All data in all files is binary – that’s how computers work. So in Python3, “text” actually means Unicode – which is a particular system for matching characters to binary data.
But this too is complicated – there are multiple ways that binary data can be mapped to Unicode text, known as “encodings”. In Python, text files are by default opened with the “utf-8” encoding. These days, that mostly “just works”.
But if you read a binary file as text, then Python will try to interpret the bytes as utf-8 encoded text – and this will likely fail:
In [13]: open("a_photo.jpg").read()
---------------------------------------------------------------------------
UnicodeDecodeError Traceback (most recent call last)
<ipython-input-13-5c699bc20e80> in <module>()

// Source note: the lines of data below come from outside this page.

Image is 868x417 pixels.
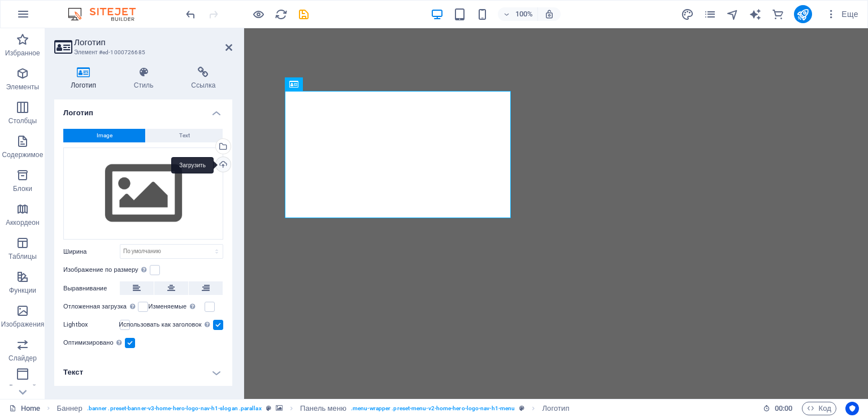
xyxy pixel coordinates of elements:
[148,300,205,314] label: Изменяемые
[704,8,717,21] i: Страницы (Ctrl+Alt+S)
[146,129,223,142] button: Text
[1,320,45,329] p: Изображения
[215,157,231,172] a: Загрузить
[5,48,40,58] p: Избранное
[6,82,39,91] p: Элементы
[74,47,209,58] h3: Элемент #ed-1000726685
[681,7,695,21] button: design
[821,5,864,23] button: Еще
[775,401,792,416] span: 00 00
[275,8,288,21] i: Перезагрузить страницу
[297,8,310,21] i: Сохранить (Ctrl+S)
[174,67,232,91] h4: Ссылка
[63,318,120,332] label: Lightbox
[300,401,347,416] span: Щелкните, чтобы выбрать. Дважды щелкните, чтобы изменить
[6,218,39,227] p: Аккордеон
[498,7,538,21] button: 100%
[74,37,232,47] h2: Логотип
[183,7,198,21] button: undo
[681,8,694,21] i: Дизайн (Ctrl+Alt+Y)
[807,401,832,416] span: Код
[267,405,271,411] i: Этот элемент является настраиваемым пресетом
[57,401,570,416] nav: breadcrumb
[119,318,213,332] label: Использовать как заголовок
[63,282,120,295] label: Выравнивание
[117,67,174,91] h4: Стиль
[63,336,125,349] label: Оптимизировано
[63,148,223,240] div: Выберите файлы из менеджера файлов или из стоковых фото либо загрузите файлы
[726,7,740,21] button: navigator
[252,7,265,21] button: Нажмите здесь, чтобы выйти из режима предварительного просмотра и продолжить редактирование
[846,401,859,416] button: Usercentrics
[9,286,36,295] p: Функции
[771,8,785,21] i: Коммерция
[13,184,32,193] p: Блоки
[771,7,786,21] button: commerce
[63,249,120,255] label: Ширина
[274,7,288,21] button: reload
[9,401,40,416] a: Щелкните для отмены выбора. Дважды щелкните, чтобы открыть Страницы
[54,358,232,386] h4: Текст
[184,8,198,21] i: Отменить: Изменить тип логотипа (Ctrl+Z)
[749,8,762,21] i: AI Writer
[763,401,793,416] h6: Время сеанса
[542,401,570,416] span: Щелкните, чтобы выбрать. Дважды щелкните, чтобы изменить
[63,129,146,142] button: Image
[826,8,858,20] span: Еще
[520,405,525,411] i: Этот элемент является настраиваемым пресетом
[2,151,44,160] p: Содержимое
[8,354,36,363] p: Слайдер
[544,9,555,19] i: При изменении размера уровень масштабирования подстраивается автоматически в соответствии с выбра...
[65,7,150,21] img: Editor Logo
[8,116,37,125] p: Столбцы
[63,263,150,277] label: Изображение по размеру
[54,99,232,119] h4: Логотип
[276,405,283,411] i: Этот элемент включает фон
[63,300,138,314] label: Отложенная загрузка
[57,401,82,416] span: Щелкните, чтобы выбрать. Дважды щелкните, чтобы изменить
[297,7,310,21] button: save
[749,7,763,21] button: text_generator
[726,8,740,21] i: Навигатор
[8,252,36,261] p: Таблицы
[783,404,785,413] span: :
[54,67,117,91] h4: Логотип
[351,401,515,416] span: . menu-wrapper .preset-menu-v2-home-hero-logo-nav-h1-menu
[794,5,812,23] button: publish
[179,129,190,142] span: Text
[704,7,717,21] button: pages
[802,401,837,416] button: Код
[87,401,262,416] span: . banner .preset-banner-v3-home-hero-logo-nav-h1-slogan .parallax
[97,129,113,142] span: Image
[515,7,533,21] h6: 100%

----> 1 open("PassportPhoto.JPG").read()
/Library/Frameworks/Python.framework/Versions/3.5/lib/python3.5/codecs.py in decode(self, input, final)
319 # decode input (taking the buffer into account)
320 data = self.buffer + input
--> 321 (result, consumed) = self._buffer_decode(data, self.errors, final)
322 # keep undecoded input until the next call
323 self.buffer = data[consumed:]
UnicodeDecodeError: 'utf-8' codec can't decode byte 0xff in position 0: invalid start byte
In Python2, it’s less likely that you’ll get an error like this – it doesn’t try to decode the file as it’s read – even for text files – so it’s a bit tricky and more error prone.
NOTE: If you want to actually DO anything with a binary file, other than passing it around, then you’ll need to know a lot about how the details of what the bytes in the file mean – and most likely, you’ll use a library for that – like an image processing library for the jpeg example above.